A thing of beauty is a joy forever
This is one of John Keat's most famous lines, at the beginning of his first epic poem. And it expresses Keats' obsession with beauty, with an ideal of romance that is pristine, perfect, untouchable and eternal. It is steadfast, allowing no diminishment, no fault, and no limit. And it is this perfect ideal that most troubled me about Keats.
I read Keats in school, along with many other great poets. And I cannot find a single blemish in Keats' wordsmithing, yet compared to others of his ilk-- such as Donne, Pope, and Shakespeare-- Keats seemed conceptually shallow. Keats is the finest champion of beauty and the romantic ideal, and yet those in and of themselves, I have always found lacking.
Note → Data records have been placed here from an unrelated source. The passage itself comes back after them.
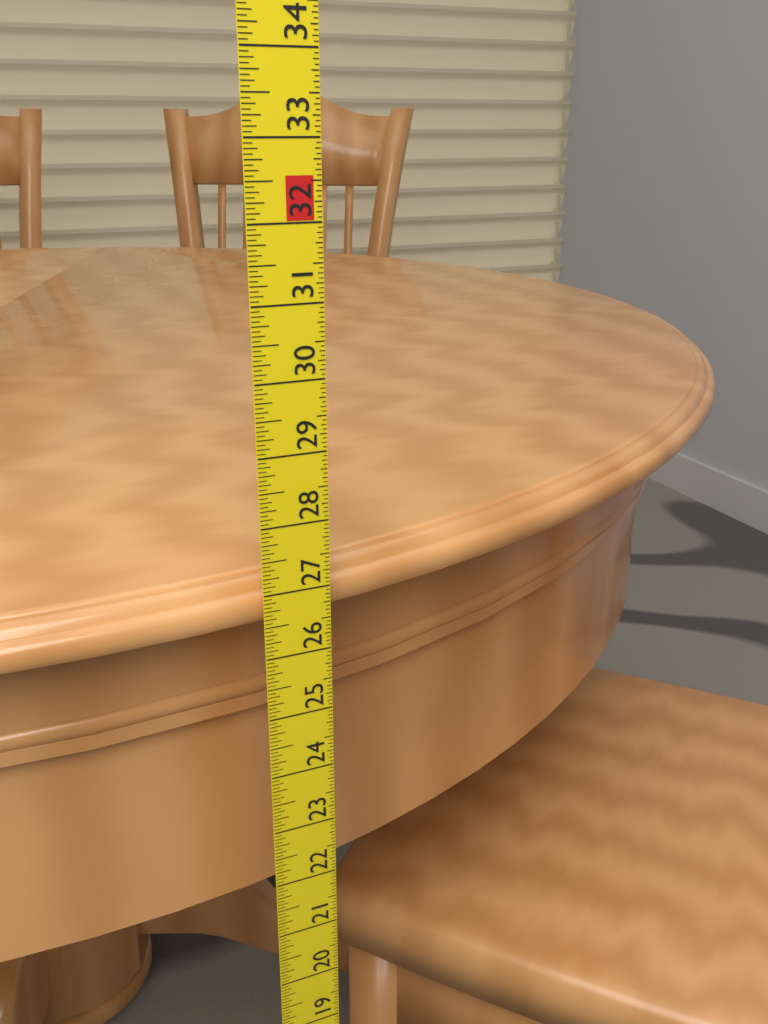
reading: 27.1250 in
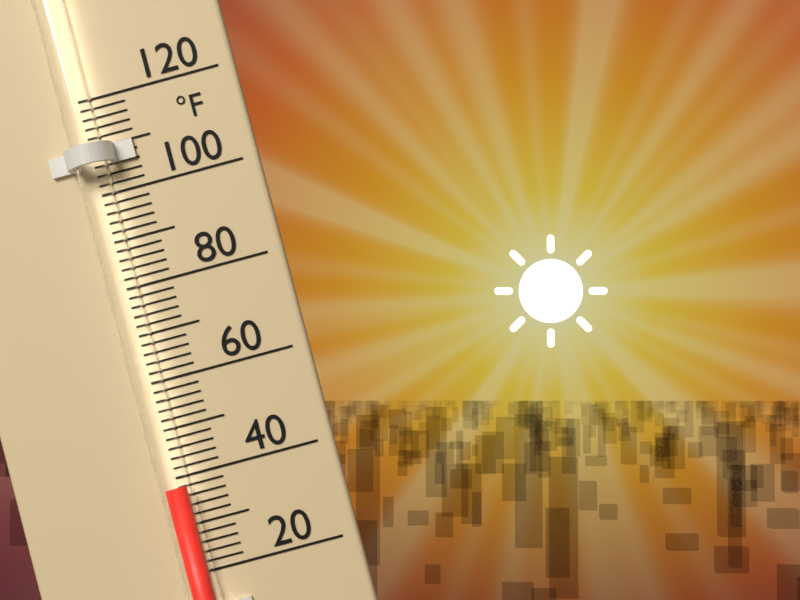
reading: 38 °F
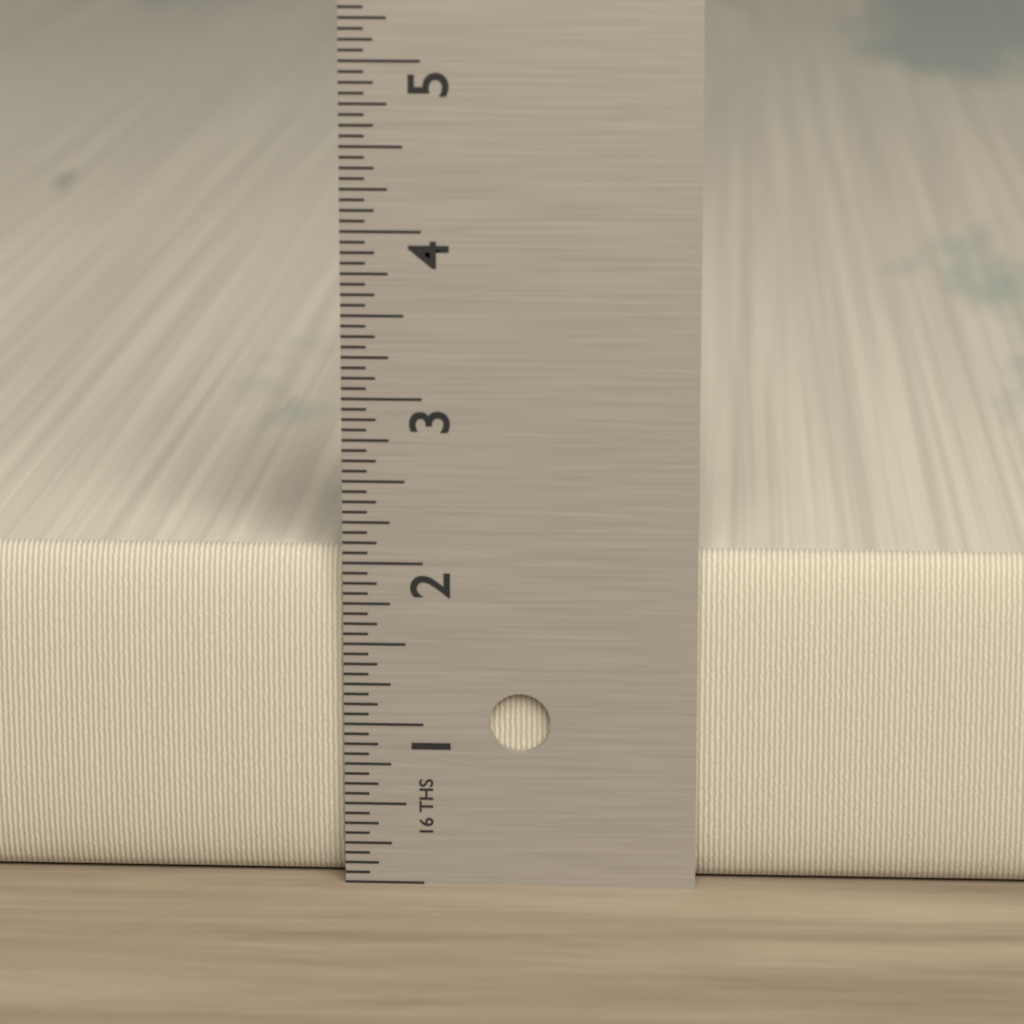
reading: 2.0625 in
Keats, bemused at my complaint |
Is "beauty, truth and truth, beauty"? Perhaps so, for no one can even agree on what these two terms refer to. But beauty is even more intangible, more ethereal than truth. Truth can be a rock to build upon, even if one's truth is not the same as another's. But what can be build upon beauty? Beauty, on its own, without the rock of truth, is a phantom, giving the semblance of reality but never the substance.
These have been my problems with Keats from the time I was a teen, and yet Keats seemed to remain perpetually hopeful, perpetually unsullied, forever the youth. And that is the promise of dying young. Keats can always be the champion of beauty and romance, because for him, it never became complicated with jealousy or a baby screaming in the night. Keats is always the perfect lover, the perfect poet. Death does that.
So I avoided Bright Star, the film by Jane Campion about Keats' deep and unconsummated romance with Fanny Brawn, because I figured it would have the limitations of Keats. (But a friend forced me to watch it.) And so it does. It celebrates him as the knight of romance, completely chaste, eternally faithful, speaking praise of beauty and demonstrating it perfectly in his relationship of his one true love, Fanny Brawn. And yet, in this context, in cinema, Keats is fleshed out and the very beauty with which he sees the world is perfectly realized.
Every frame is ideal. It is as if Jane Campion determined to make each scene its own romantic poem. The true essence of love is celebrated. Although the events are all historical and well-researched, yet between the poet, the writer and the director we are not just given a bio pic, but a distillation of perfect love.
And one cannot say that it is unsullied by life, for real life has its sway in this film, especially by that which warps the most: sickness and death. Yet here, in this film, sickness does not limit love, but initiate it. Sickness does not extinguish love, but provide the obstacle that demonstrates loves power. And here, love is truly stronger than death, and love is found perfect because life can hold it no longer. Bright Star is not just a film, it is the frame within which Keats is completed. In this world, all Keats said is true and we can see, if only for a singular moment how beauty and truth may be perfectly entwined.
Beauty is not a joy forever. Unless that beauty is burned and hammered and forged into a poem. Or into a film. Because while complete human lives are sticky and juvenile and weak and petty, within a great poem or within a film under a master director, a singular beauty can endure without end.
4.5/5
Wonderful review - thank-you!
ReplyDelete"Beauty is not a joy forever. Unless that beauty is burned and hammered and forged into a poem. Or into a film. "
ReplyDelete... or into a blog post. I'm a little late but I'd just like to say how much I enjoyed your post. I watched this too recently and was just as captured by its beauty. It's truly a poem. I thought I wasn't a poetry reader but perhaps I am after all.